My rating: 5 of 5 stars
The Collector (1963) by John Fowles is the second book I have read by him and it is safe to say that I am without question a huge fan.
Fowles is able to do what most other authors only dream of with the two narrative voices that are as distinct and profound as the other, illuminating the story from mere words on a page to a true memory that is just as haunting in one form of action as it is in its recondite social commentary.

The book is comprised into three parts and two character points-of-view. The first, third and fourth sections are the majority and are comprised of Frederick Clegg’s voice. The second section is the voice of Miranda Grey, an art student.

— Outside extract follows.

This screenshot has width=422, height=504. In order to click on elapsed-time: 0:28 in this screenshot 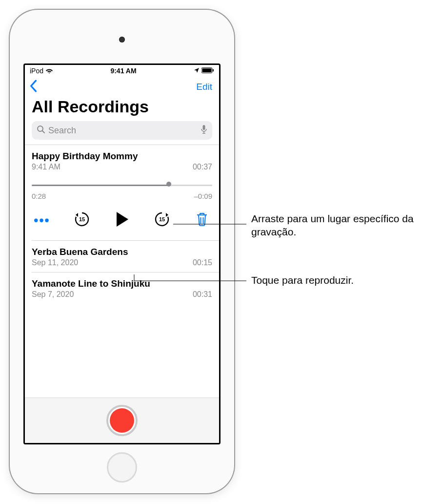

Clegg (who is called Caliban by Miranda) is a lonely clerk who lucks upon the lottery. He purchases a cottage in the woods near Lewes, England and decides to kidnap Miranda and hold her in a special room he has built in the cellar of his house. Clegg has no sexual desire, being somewhat either impotent or mentally twisted, and only photographs Miranda in sexually provocative poses. He promises to never harm her and instead lavishes her with art utensils, music records, clothes and jewelry. Nevertheless, he remains an unreliable narrator who falsely appears more as a star-struck lover than a madman. Clegg reflects about Miranda:
”I could sit there all night watching her, just the shape of her head and the way the hair fell from it with a special curve, so graceful it was, like the shape of a swallowtail. It was like a veil or a cloud, it would lie like silk strands all untidy and loose but lovely over her shoulders. I wish I had words to describe it like a poet would or an artist. She had a way of throwing it back when it had fallen too much forward, it was just a simple natural movement. Sometimes I wanted to say to her, please do it again, please let your hair fall forward to toss it back” (p 61).
What is quite extraordinary with Fowles’s projections, in addition to his ability to draw shapes and images and emotions from language, is that The Collector becomes a psychoanalytic formulation of an evil mind. One might argue quickly that it is Clegg/Caliban who is the monster, but when Fowles introduces Miranda’s thoughts in section two, the reader learns of Clegg’s counterpart in the form of an artist known as G.P.
As she writes and reflects in her personal diary, G.P.’s treatment of Miranda is far more heinous than Clegg’s singular act of imprisoning the middle-class art student. Clegg, albeit a monster by his own right (this can be without question), treats Miranda far better and with far more mutual respect (on the level of lover-to-lover) than G.P. does to Miranda (despite the demand of pornographic pictures Clegg makes on Miranda). Yet, Clegg discovers it is G.P. who Miranda loves at the novel’s end. And Clegg best sums it up when he thinks, ”When Miranda became the purpose of my life I should say I was at least as good as the next man, as it turned out” (p 20).
Fowles’s in his book The Aristos (1964) discusses the themes of The Collector and asserts that English society (at the time of the sixties) was diverging into two social classes of the upper-class and the middle-class. Fowles follows in the footsteps of the Greek philosopher Heraclitus who argued that the ”aristoi” or the intellectually and morally elite remained superior over the ”hoi polloi” or the conforming, ignorant masses.
Through Miranda it is clear that the elitist G.P. will never come to love her, and yet it is her affection and love she gives to such a man. Likewise, a man of new wealth, Clegg fails in his demented design to sway Miranda (also the character in The Tempest whose affections are won by Ferdinand) to a life of happiness.
She reminisces on G.P. and Clegg:
”I know what I am to him. A butterfly he has always wanted to catch. I remember (the very first time I met him) G.P. saying that collectors were the worst animals of all. He meant art collectors, of course. I didn’t really understand, I thought he was just trying to shock Caroline–and me. But of course, he is right. They’re anti-life, anti-art, anti-everything” (p 116).
Fowles is able to dazzle the imagination with his expert craft of storytelling, but far below the surface of the narrative lies a social proclamation that will leave you asking and debating: who was really the monster and on what level?
The Collector is a horror thriller but it also edges its boundaries to that of a fairy tale, to the likes of those little children who come face to face with the witch deep in the woods that hides her little cottage. Fowles is a remarkable writer and thinker and it is for this reason I strongly recommend his book.